Recent advances in care technologies have enabled increasingly complex configurations of surveillance and alarm-based systems. Within care homes, these systems now function as a central sociotechnical infrastructure through which care- and health-related incidents are detected and managed, data-driven judgements are produced, and personnel resources are coordinated under conditions of growing scarcity. Rather than operating as standalone devices, these systems co-constitute the relations, practices, and temporalities through which contemporary care is organized.
In this subproject, we examine how surveillance technologies in dementia care are produced, enacted, and sustained within sociotechnical assemblages of human and non-human actors. We investigate how responsibilities, forms of visibility, everyday practices, and ethical concerns emerge relationally as technologies become entangled with the routines of care work. Drawing on ethnographic fieldwork, we show how these systems are incorporated into daily decision-making processes and negotiations of what constitutes “good care,” even as they reconfigure boundaries between private and public life and expand the scope and tempo of care labor.

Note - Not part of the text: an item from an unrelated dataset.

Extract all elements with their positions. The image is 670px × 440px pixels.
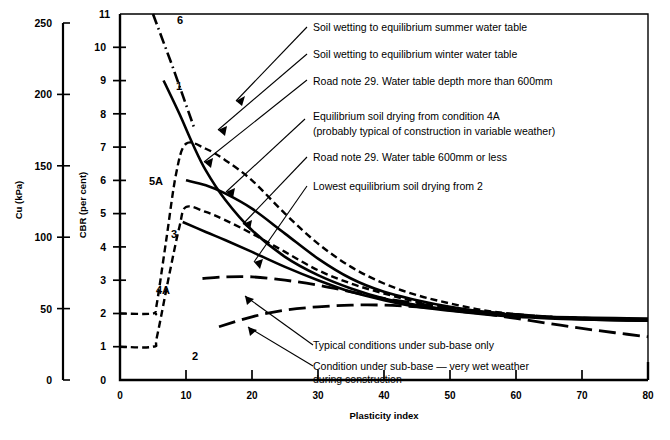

Building on this empirical foundation, the project reimagines relations, responsibilities, and ethical practices in care homes by exploring alternative modes of living and working with contemporary care technologies. Through a speculative research-through-design methodology, we interrogate dominant ideals, scrutinize embodied values, and probe the material qualities that shape care practices. We analyze existing sociotechnical arrangements while materializing new configurations that foreground responsibility, interdependence, and the situated, practical work of care.